The comic and tragic delicately wind together until the entire affair burns with the inexorability of a tire fire. While the superficial ridiculousness of the situation makes for some hilarious exchanges, it is persistently sad in the inertia of the North Korean government and people. While the Danish comedians rehearse, clips are presented of various North Korean performers, mostly children, all playing instruments, dancing, or singing in such robotic precision that they are less a thing of entertainment and more a subject of despair. Every word spoken by the North Koreans are scripted. Every moment practiced. In this country, everything is theatre. The height of this farce is the annual tribute to the Korean War and the grand victory against the evil Western capitalist aggressors – this scene is probably one of the greatest (and worst) moments in cringe humor ever filmed.
The Red Chapel presents itself as a work of humor that purports to reveal the demonic nature of North Korea, and if it stuck to this plan, it would still have been excellent entertainment. That Mads Brugger and his comics then proceed to jump on a hand grenade and scuttle the entire affair both beggars belief and wins my admiration. Jacob nails this when he points out to his somewhat obstinate director that he is creating a work of propaganda as well, and is cavalier about using a spastic to highlight that idea that someone like Jacob would never have been allowed to survive in North Korea. Meanwhile, the North Koreans use him as propaganda to show how much they value their cripples. From this loose thread, Jacob and Simon unwind the entire affair and lay bare the very idea of documentaries and their ability to either show the truth or obscure it depending on one’s perspective. Jacob intones with great despair “Ideals that you believe in… in many situations just do not cut it.” Even such an obvious target as the hopelessly backward nation of North Korea is elusive, as it should be. To assume one has the high road is to be intellectually dishonest, even if it is only in service of cheap laughs.
When given the opportunity to embarrass their escort with a question, Jacob lets them off entirely. Not that he defends them in any way, because he is well aware of how much damage the Dear Leader has caused. He only admits that such a strange place, the history that created it, and the stalemate that has North Korea and its dictator dug in like an Alabama tick is… complicated. Not a groundbreaking idea, but it is at least more honest than pretty much any documentary that professes to be honest.

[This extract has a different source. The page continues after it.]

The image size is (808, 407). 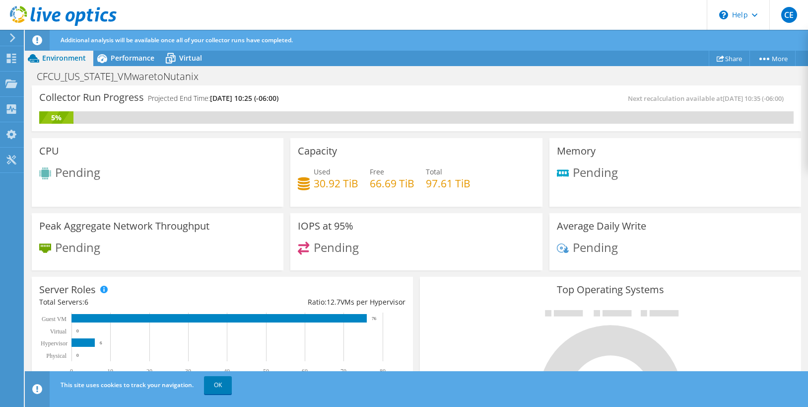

Red Chapel subverts the guerrilla documentary as fundamentally simple, being relatively useless for examining complex issues. It is a lesson that is good to keep in mind as the information we learn is increasingly packaged in the form of perspective-laden sound bites that poison true understanding. In service of this message is a relentlessly entertaining and surprisingly insightful film. The Red Chapel is probably the strangest film of the year, by equal turns hilarious and disheartening. It works to bring an audience primed to revel in the misfortune of others down to the same level.